Back with you soon, I promise
This might be the longest interval between posts since I first started blogging.I have a few excuses: First, the deadline for my forthcoming book has been fast-approaching.Second, my family and I moved across Brooklyn a couple of weeks ago, on the morning after a 15-inch snowfall. My Internet access has been spotty at best since then and will continue to be so for another week or so (who knew that it took a month to get a phone and Internet set up in one of the biggest, most prosperous cities in the world?).Third, I must have "caught a chill," as my mother would have put it, what with all that running around in the snow and slush. To make a long story short, I've had pneumonia on top of everything else.In the meantime, CPAC is at full steam, all hell is breaking loose in Egypt, and Bill Kristol is drawing invidious comparisons between Glenn Beck's conspiracy theories about the Islamist-Progressive nexus and Robert Welch's about the Communists. I should have been posting about all of this, but instead I've been flat on my back, feverishly perseverating Revilo P. Oliver's palindromic name. Revilo Oliver Oliver Revilo Revilo Oliver Oliver Revilo....The undoubtedly brilliant but singularly vile Revilo P. Oliver, PhD (jauntily pictured above) taught in both the classic and modern language departments at the University of Illinois and was a director of research for cryptology at the Signal Corps during World War II. He was to Robert Welch in the mid-sixties what Robert Welch was to William Buckley--an old comrade whose candor was more trouble than it was worth (Buckley and Oliver were old compadres too, but Buckley shucked him long before Welch did). Oliver's most famous quote--which really IS taken out of context--comes from a speech he delivered before the New England Rally For God, Family, and Country on July 2, 1966:
The conspiracy that is destroying us, we are told, is a conspiracy of Communists or of Illuminati or of Jews. Now most of the authors who offer us one or another of those three identifications expound their view in a manner that is less than cogent. Most of them either overstate or oversimplify their case, and some of them, I am sorry to say, give the impression that they are no more intelligent than "Liberal intellectuals." Most of the writers on this subject are either so fascinated by their own discoveries or so anxious to convince a maximum number of readers that they imply that the conspiracy they identify is the root of all evil -- that is if it were abolished, mankind -- all mankind, mind you -- would enter, instanter, on a Golden Age of peace and domestic tranquility and happiness. If only by some miracle all the Bolsheviks or all of the Illuminati or all the Jews were vaporized at dawn tomorrow, we should have nothing more to worry about. The trouble with that beatific vision, of course, is that every educated man knows that it just can't be so.

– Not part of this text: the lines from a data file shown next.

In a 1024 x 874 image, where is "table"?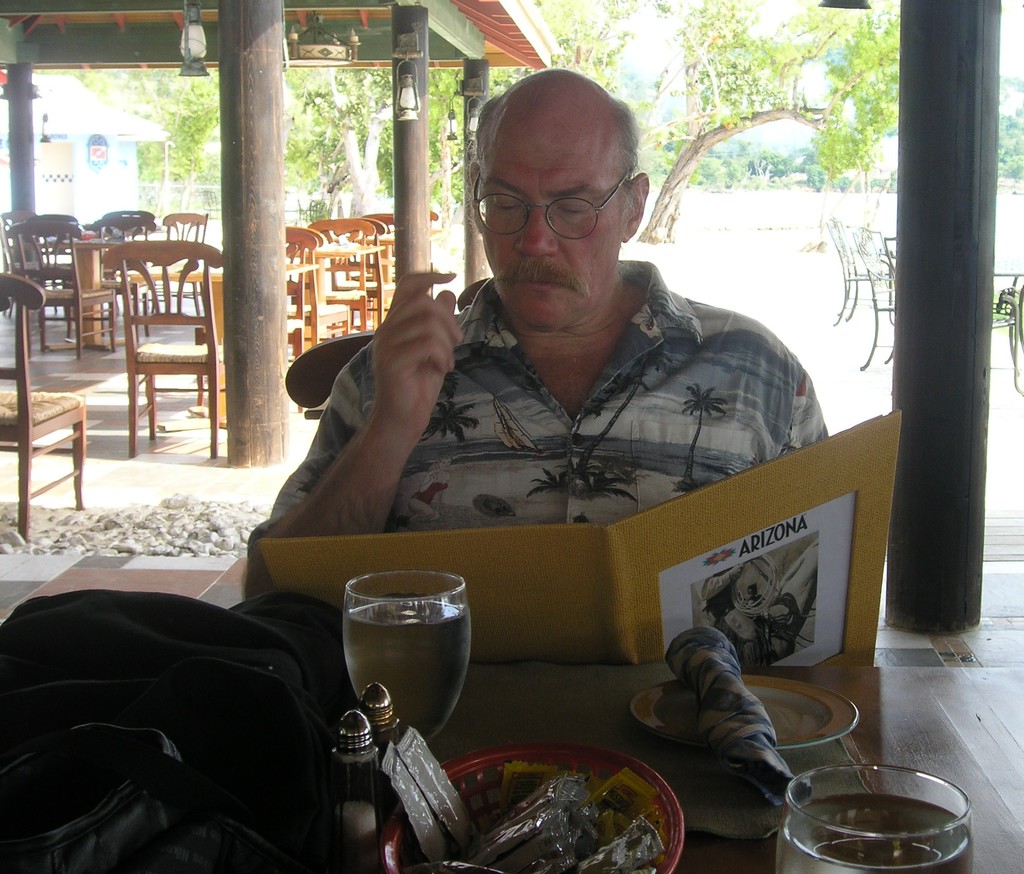
(130,268,324,421).
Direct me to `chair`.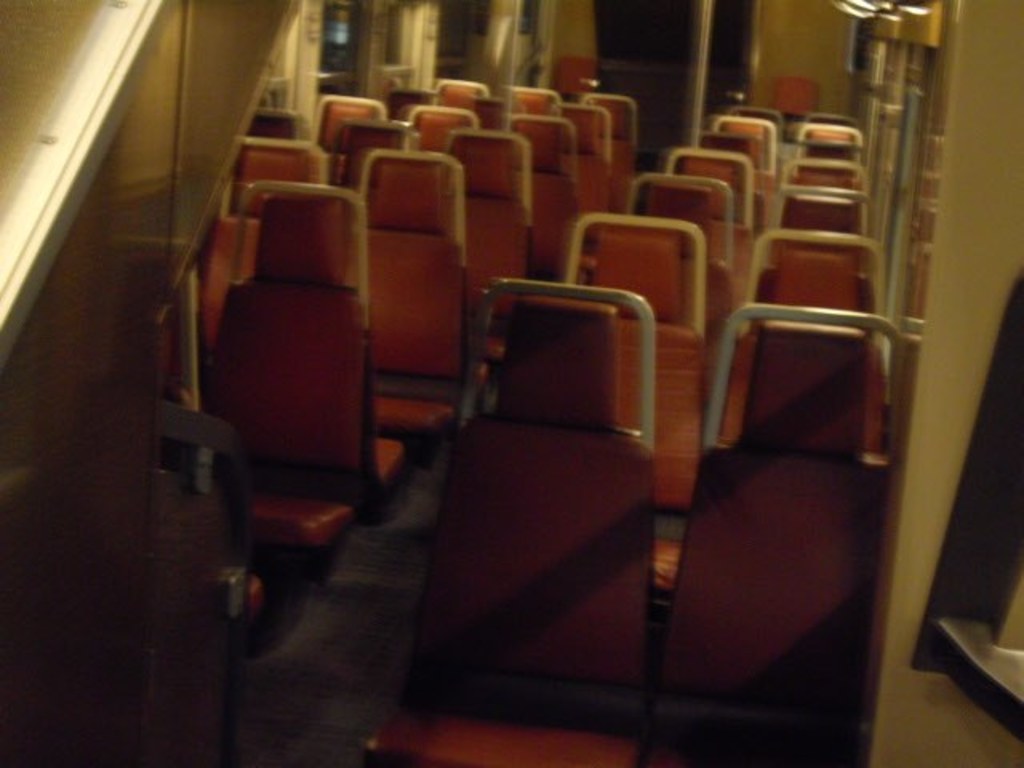
Direction: (x1=171, y1=141, x2=322, y2=414).
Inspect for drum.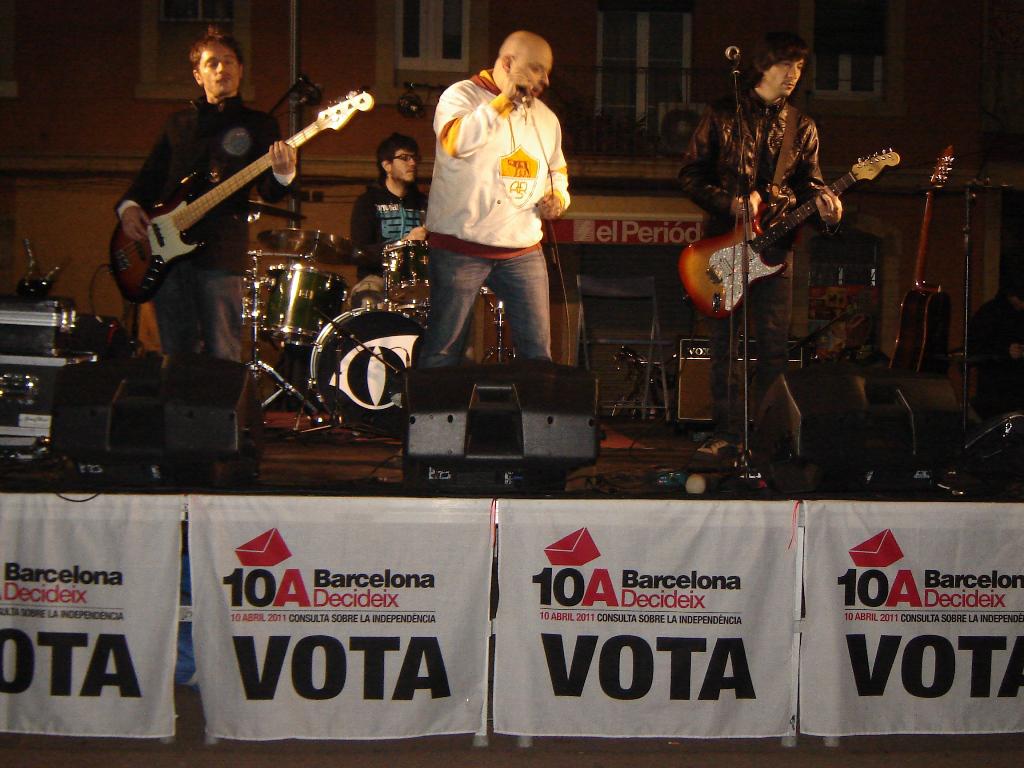
Inspection: 310:306:423:434.
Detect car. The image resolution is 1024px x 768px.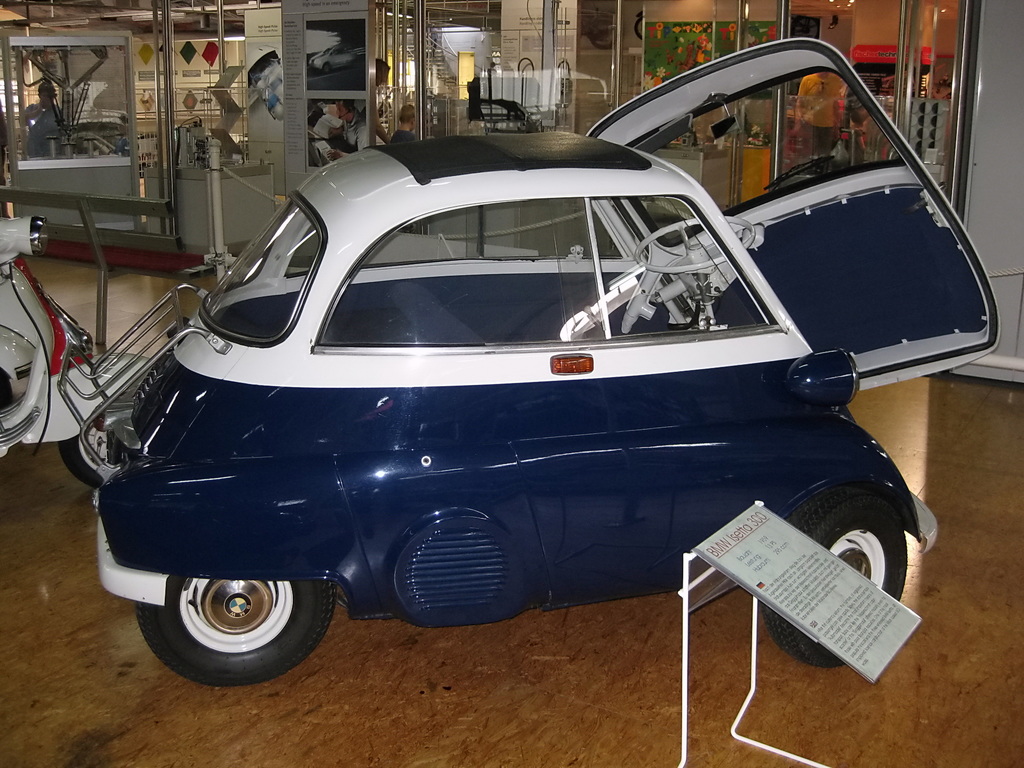
(left=55, top=37, right=1002, bottom=685).
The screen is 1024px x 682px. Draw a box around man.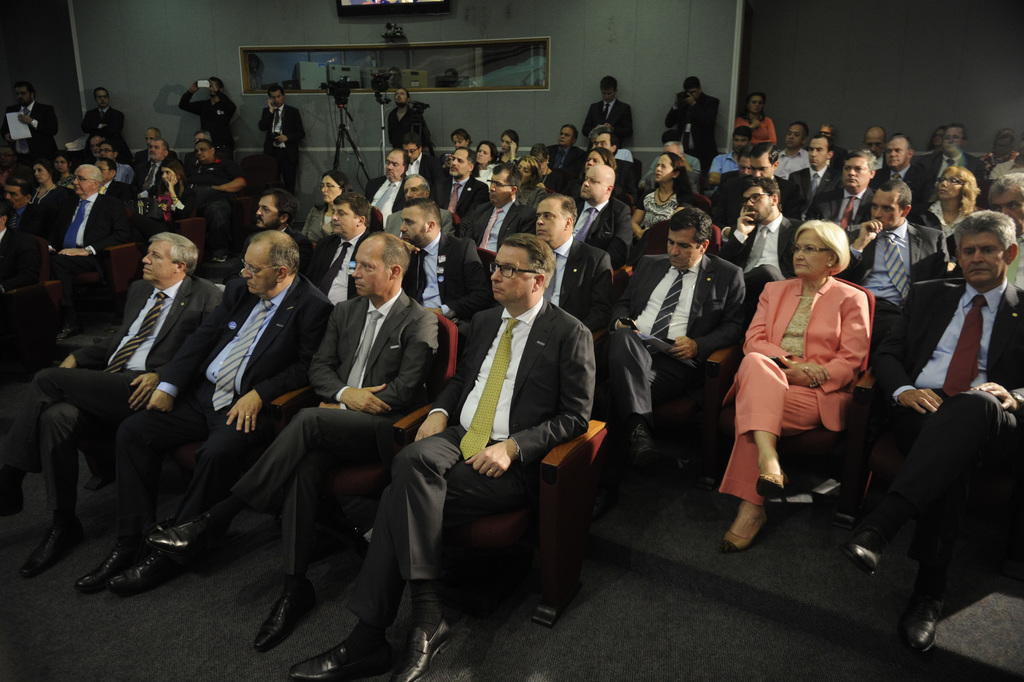
397,198,497,323.
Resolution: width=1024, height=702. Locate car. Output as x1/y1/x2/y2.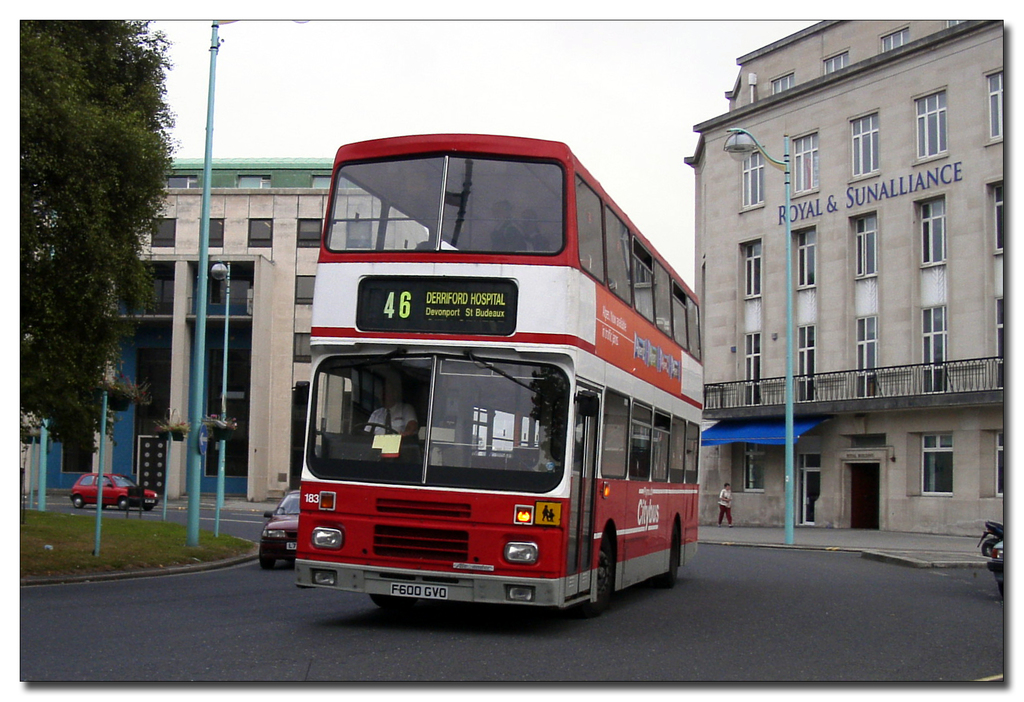
260/490/297/573.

Like I said, Oliver's words were taken out of context. As he himself put it in an essay in 1985, in his typically grating style, “Now I do not in the least object to [the] implication that I am sadly deficient in veneration for the world-conquering Sheenies who have occupied and rule what was once a White Man's country, but I do resent the libelous imputation that I adopted one of the simple-minded simplifications to which I specifically objected." To put it in its proper context, the title of Oliver's speech was "Conspiracy or Degeneracy?"; his conclusion was that racial mixing had already done more irreparable harm to Western culture than any mere conspiracy could hope to.When I pull myself together, I might want to post some more about Oliver. In the meantime, he is keeping me company in my fever dreams.